British Library Cataloguing in Publication Data

A catalogue record for this book is available from the British Library

Library of Congress Cataloging in Publication Data

Names: Marstine, Janet, author.
Title: Critical practice : artists, museums, ethics / Janet Marstine.
Description: New York : Routledge, 2017. | Series: Museum meanings | Includes index.
Identifiers: LCCN 2016033832 | ISBN 9780415658546 (hardback : alk. paper) | ISBN
9780415658560 (pbk. : alk. paper)
Subjects: LCSH: Artists and museums. | Art and social action. | Art museums and
community.
Classification: LCC N72.A76 M29 2017 | DDC 708dc23
LC record available at https://lccn.loc.gov/2016033832

ISBN: 978-0-415-65854-6 (hbk)

ISBN: 978-0-415-65856-0 (pbk)

ISBN: 978-1-315-27201-6 (ebk)

Typeset in Bembo

by Apex CoVantage, LLC

For Clay

Janet Marstines timely new book traces the evolution of Institutional Critique and the emergence of socially engaged artists practices, examining how they interact with the imperatives of public galleries and museums. Refreshingly, Marstine does not dodge the thorny ethical questions that inevitably arise when artists work and play with others. Critical Practice boldly engages with issues of care, authorship, conflict and reconciliation in the context of sometimes painful and often significant changes in habits, practices and policy that artworks produce.

Neil Cummings, Chelsea College of Arts London, UK

Contents

Generous support from the College of Arts, Humanities and Law and the School of Museum Studies at the University of Leicester has enabled me to carry out this project. I am also grateful for the help of colleagues in the School of Museum Studies, particularly Suzanne MacLeod, Simon Knell and Sandra Dudley, and current and former PhD students Laura Diaz Ramos, Catharina Hendrick, Alex Woodall, Amy Hetherington and Sipei Lu. I thank Matthew Gibbons, Amy Davis-Pointer and Lola Harre at Routledge for their guidance and Bruce Altshuler and Chris Whitehead for their thoughtful reviews of the book proposal. Series editors Richard Sandell and Christina Kreps played key roles in the development of the project and were inspirational mentors throughout.

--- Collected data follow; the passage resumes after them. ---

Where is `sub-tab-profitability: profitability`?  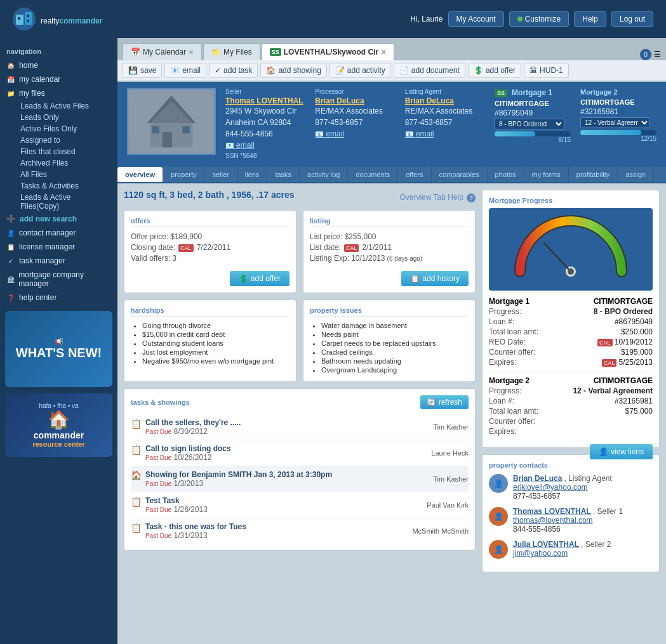
sub-tab-profitability: profitability is located at coordinates (594, 174).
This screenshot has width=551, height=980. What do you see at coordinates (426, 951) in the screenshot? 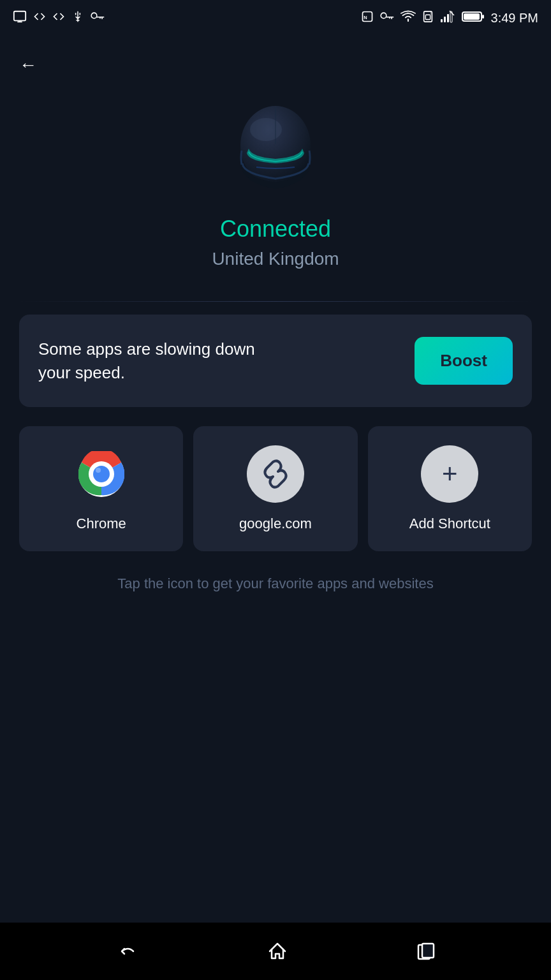
I see `nav-recents-button` at bounding box center [426, 951].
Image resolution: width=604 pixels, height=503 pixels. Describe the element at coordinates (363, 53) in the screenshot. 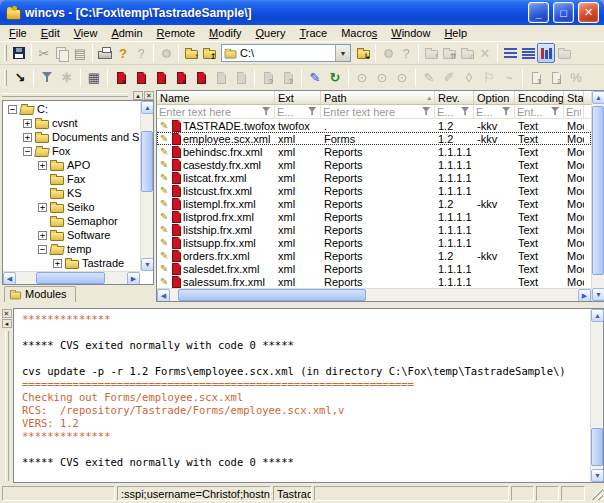

I see `browse-location-button: ↳` at that location.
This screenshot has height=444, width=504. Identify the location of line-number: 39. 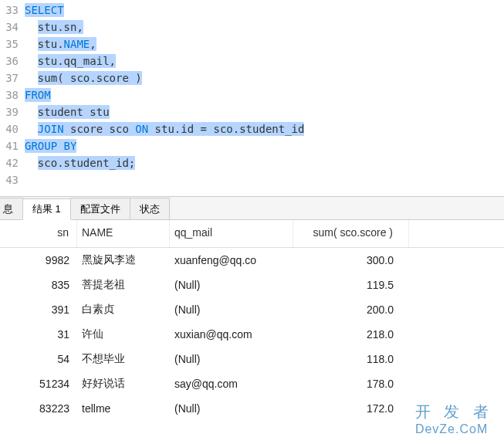
(12, 112).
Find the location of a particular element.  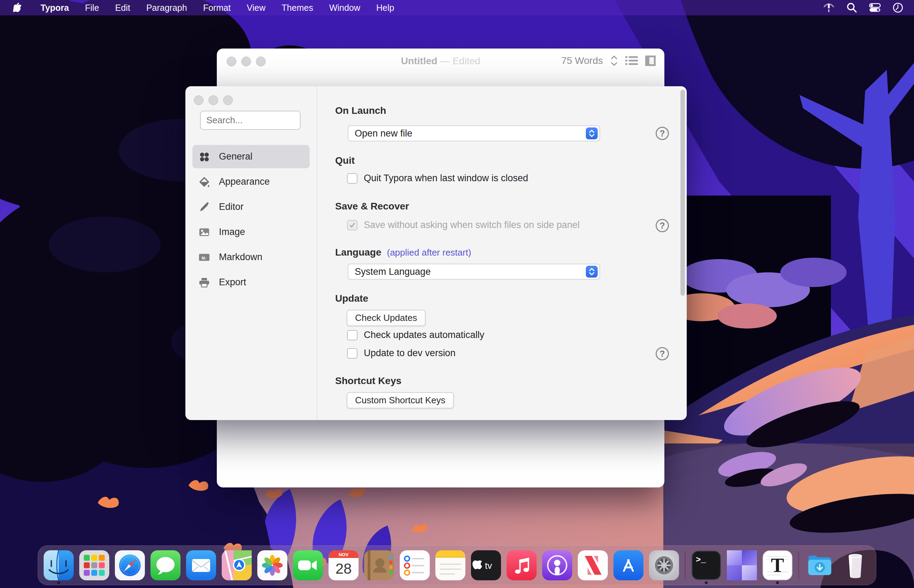

sidebar-item-label: Editor is located at coordinates (231, 207).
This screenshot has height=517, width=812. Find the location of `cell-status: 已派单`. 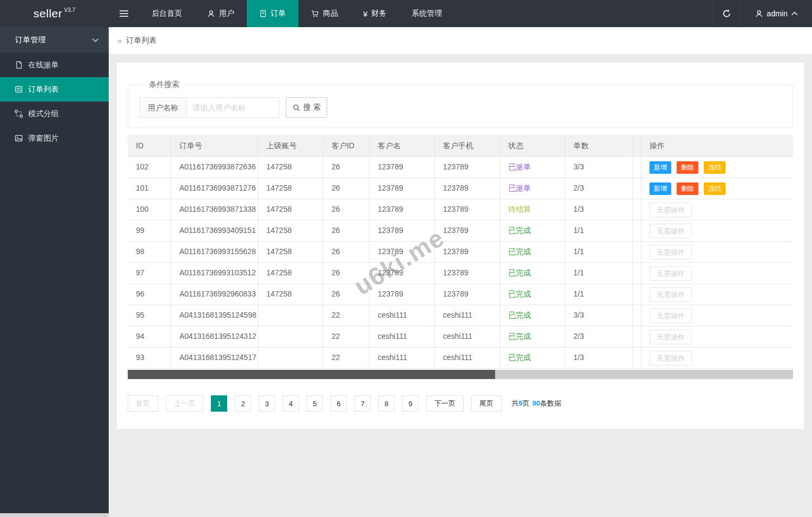

cell-status: 已派单 is located at coordinates (533, 167).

My sincere appreciation goes to the many artists, curators, museum directors, educators, archivists and collectors who generously allowed me to interview them for my research. These include Allison Agsten, Mark Allen, Michael Asher, Lisa Ann Auerbach, Defne Ayas, Christiane Berndes, Jose Blondet, Layla Bloom, Sabine Breitwieser, Isolde Brielmaier, Gary Carrion-Murayari, Boo Chapple, Elizabeth Cline, Matt Coolidge, Neil Cummings, Kat Dempsey, Douglas Eklund, David Eng, Charles Esche, Walter Evans, Alex Farquharson, Robert Fontenot, Diana Franssen, Andrea Fraser, Amira Gad, Theaster Gates, Liam Gillick, Jessica Gogan, Rita Gonzales, Pablo Helguera, Amber Hickey, Maria Hlavajova, Anke Hoffman, Pete James, Omar Kholeif, Ethan Lasser, Goshka Macuga, Michaela Melian, Nick Merriman, Vlad Morariu, Marguerite Nugent, Bharti Parmar, Christiane Paul, Emily Pethick, Jonathan Prown, Dorothee Richter, Dieter Roelstraete, Jay Sanders, Abby Sheehan, Eric Shiner, Nancy Spector, John Smith, Matt Smith, Stephanie Smith, Anthony Spira, Jonas Staal, Joanna Szupinska, Simon Taylor, Steven ten Thije, Nato Thompson, Tom Trevor, David van der Leer, The Vacuum Cleaner, Tresa Varner, Matias Viegener, Jonathan Watkins, David Wilson, Fred Wilson, Bedwyr Williams, Matt Wrbican, Sue Yank, Carey Young and Lynn Zelevansky.